Enzyme kinetics is the study of the rates of chemical reactions catalyzed by enzymes. The study of enzyme kinetics provides information on how enzymes work, how their activity is controlled in the body and how drugs and poisons inhibit their reactions.
Enzymes are molecular machines that manipulate other molecules. The information provided by an enzyme's structure is akin to a complete blueprint of a machine. However, the information provided by kinetic studies is similar to a movie of this machine in action. In order to completely understand how enzymes work, we need to know both their structures and their mechanisms.
Kinetic studies on enzymes that only bind one substrate, such as catalase, aim to measure the affinity with which the enzyme binds this substrate and how fast it can turn it into a product. When enzymes bind multiple substrates, enzyme kinetics can also show the order in which these substrates bind and the order in which products are released.
UCSB center helps land $24M national center to study environmental impacts of nanotechnology Fri, 10 Oct 2008 00:00:00 -0400 (University of California - Santa Barbara) The Center for Nanotechnology in Society at the University of California at Santa Barbara helped to win the new University of California Center for the Environmental Implications of Nanotechnology, a five-year, $24 million center co-funded by the National Science Foundation and the US Environmental Protection Agency to study the environmental impacts of nanotechnology. Fat-regenerating 'stem cells' found in mice Fri, 10 Oct 2008 00:00:00 -0400 (Cell Press) Researchers have identified stem cells with the capacity to build fat. Although they have yet to show that the cells can renew themselves, transplants of the progenitor cells isolated from the fat tissue of normal mice can restore normal fat tissue in animals that are otherwise lacking it.The findings may yield insight into the causes of obesity, a condition characterized by an increase in both the size and number of fat cells. Landmark study unlocks stem cell, DNA secrets to speed therapies Fri, 10 Oct 2008 00:00:00 -0400 (Florida State University) In a groundbreaking study led by an eminent molecular biologist at Florida State University, researchers have discovered that as embryonic stem cells turn into different cell types, there are dramatic corresponding changes to the order in which DNA is replicated and reorganized.
Advances in Enzyme Regulation - Reports progress at the cutting edge in the strategic area of regulation at the molecular level.

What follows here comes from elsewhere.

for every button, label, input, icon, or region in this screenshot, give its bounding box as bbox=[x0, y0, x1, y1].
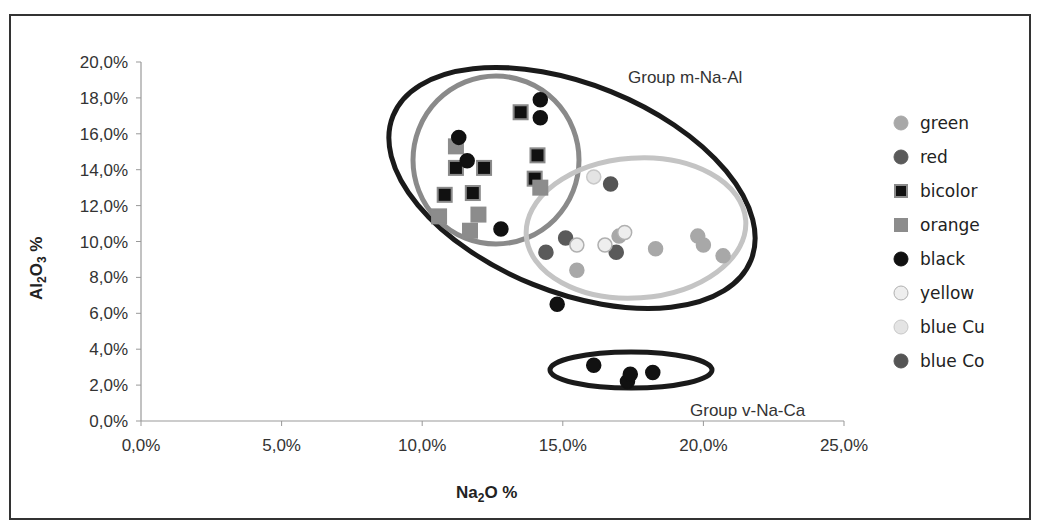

Binding Database - Resource for deposition of measured binding affinities for natural, genetically or chemically modified, and synthetic compounds by isothermal titration calorimetry (ITC) and other inhibition methods. Maintained at UMBI, Rockville, MD.
404Enzyme Biochemistry Chapter - A chapter in the MIT Biology Hypertextbook site. Provides a more in-depth look at enzyme reactions including enzyme inhibition and the different modes of inhibition.
Enzymes - Provides an introduction, for the uninitiated, to enzymes and how they function.